Quality Control And ISO 13485 Compliance System For Chiba Needles

Jul 04, 2026

Hard Thresholds and Practical Points for Medical Device Manufacturers

https://radiopaedia.org/articles/chiba-needle

The Chiba needle is classified as a Class II or III medical device (depending on the country), and its quality system must satisfy ISO 13485:2016 and corresponding regional regulations (NMPA YY/T 0287, FDA QSR 820, MDR Annex IX, etc.).

Key Raw Material and Supplier Management

Stainless steel tubes/hub granules must come from qualified suppliers with pharmaceutical packaging/medical metal material filings, with each batch accompanied by a Certificate of Analysis (CoA) and RoHS/REACH compliance declarations.

Key points of supplier on-site audits: melt batch traceability, dimensional CPK values, and surface defect detection capabilities.

Process Quality Control (QC) Nodes

Incoming Inspection (IQC):​ Chemical composition (Cr/Ni/Mo content), tube outer diameter/wall thickness/ovality, surface roughness, hardness (typical value around HV380).

  • IPQC for Needle Tip Grinding:​ First-piece full inspection of bevel angle, symmetry, and edge condition (200–400x microscopy) for each batch; patrol inspection of grinding temperature every 2 hours (≤60°C to prevent annealing discoloration).
  • Semi-Finished Product Appearance and Dimensions:​ Needle tube straightness, hub fitting tightness (axial pull ≥ relevant standard requirements, typically ≥5N without detachment), needle tip patency (saline flow-through time).
  • Post-Cleaning Particulates and Bioburden:​ Particulate contamination, total aerobic bacteria count, fungal testing.
  • Finished Product Full Inspection (FQC/OQC):​ Sterility (if post-sterilization), bacterial endotoxin (limulus amebocyte lysate test), needle tube fracture/bending performance, packaging seal integrity (dye penetration or negative pressure leak testing), UDI identification verification.

System Documentation and Traceability

A unidirectional traceability chain is formed from raw material batch number → drawing/grinding parameter records → operator ID → sterilization batch number → finished product shipment batch number, with a retention period typically ≥ product shelf life + 1 year. Design changes (e.g., modifying bevel angle or adding an Echo-ring) must undergo change control, risk analysis (FMEA), and design verification/validation (DHF/DMR).

Common Audit Non-Conformities

Lack of periodic calibration records for needle tip geometric dimensions (bevel angle, tip radius);

Cleaning validation not covering the smallest inner diameter needle tubes of the hardest-to-clean specifications;

Delayed UDI carrier readability/database upload;

Sample retention plans not set according to the intended product shelf life.

Compliance is not just about obtaining certificates - it is the foundational guarantee for reducing the risk of clinical adverse events (needle breakage, tissue tearing, clogging).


What you will do. Restate the records below exactly. Pictures are not part of the copy.

Data for the task.
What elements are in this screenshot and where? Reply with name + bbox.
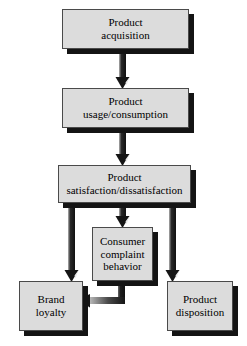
node-consumer-complaint-behavior[interactable]: Consumer complaint behavior — [92, 227, 153, 281]
node-product-disposition[interactable]: Product disposition — [167, 281, 233, 331]
node-label-line: complaint — [101, 248, 145, 261]
node-product-satisfaction-dissatisfaction[interactable]: Product satisfaction/dissatisfaction — [58, 165, 191, 203]
node-label-line: loyalty — [36, 306, 67, 319]
node-label-line: usage/consumption — [83, 108, 168, 121]
node-product-acquisition[interactable]: Product acquisition — [62, 9, 189, 49]
node-label-line: disposition — [176, 306, 224, 319]
node-label-line: Product — [107, 171, 141, 184]
node-label-line: Brand — [38, 293, 65, 306]
node-brand-loyalty[interactable]: Brand loyalty — [19, 281, 83, 331]
node-product-usage-consumption[interactable]: Product usage/consumption — [62, 88, 189, 128]
node-label-line: Product — [108, 95, 142, 108]
node-label-line: Product — [183, 293, 217, 306]
node-label-line: Consumer — [100, 235, 145, 248]
node-label-line: Product — [108, 16, 142, 29]
flowchart-diagram: Product acquisition Product usage/consum… — [0, 0, 247, 346]
node-label-line: behavior — [103, 260, 141, 273]
node-label-line: acquisition — [101, 29, 149, 42]
connector-satisfaction-to-brand-loyalty — [61, 200, 83, 286]
node-label-line: satisfaction/dissatisfaction — [66, 184, 182, 197]
connector-satisfaction-to-disposition — [162, 200, 184, 286]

Result of this exercise.
What elements are in this screenshot and where? Reply with name + bbox.
node-consumer-complaint-behavior[interactable]: Consumer complaint behavior — [92, 227, 153, 281]
node-product-disposition[interactable]: Product disposition — [167, 281, 233, 331]
node-label-line: complaint — [101, 248, 145, 261]
node-product-satisfaction-dissatisfaction[interactable]: Product satisfaction/dissatisfaction — [58, 165, 191, 203]
node-label-line: loyalty — [36, 306, 67, 319]
node-label-line: usage/consumption — [83, 108, 168, 121]
node-product-acquisition[interactable]: Product acquisition — [62, 9, 189, 49]
node-label-line: disposition — [176, 306, 224, 319]
node-label-line: Product — [107, 171, 141, 184]
node-label-line: Brand — [38, 293, 65, 306]
node-brand-loyalty[interactable]: Brand loyalty — [19, 281, 83, 331]
node-product-usage-consumption[interactable]: Product usage/consumption — [62, 88, 189, 128]
node-label-line: Product — [108, 95, 142, 108]
node-label-line: Product — [183, 293, 217, 306]
node-label-line: Consumer — [100, 235, 145, 248]
node-label-line: Product — [108, 16, 142, 29]
flowchart-diagram: Product acquisition Product usage/consum… — [0, 0, 247, 346]
node-label-line: behavior — [103, 260, 141, 273]
node-label-line: acquisition — [101, 29, 149, 42]
connector-satisfaction-to-brand-loyalty — [61, 200, 83, 286]
node-label-line: satisfaction/dissatisfaction — [66, 184, 182, 197]
connector-satisfaction-to-disposition — [162, 200, 184, 286]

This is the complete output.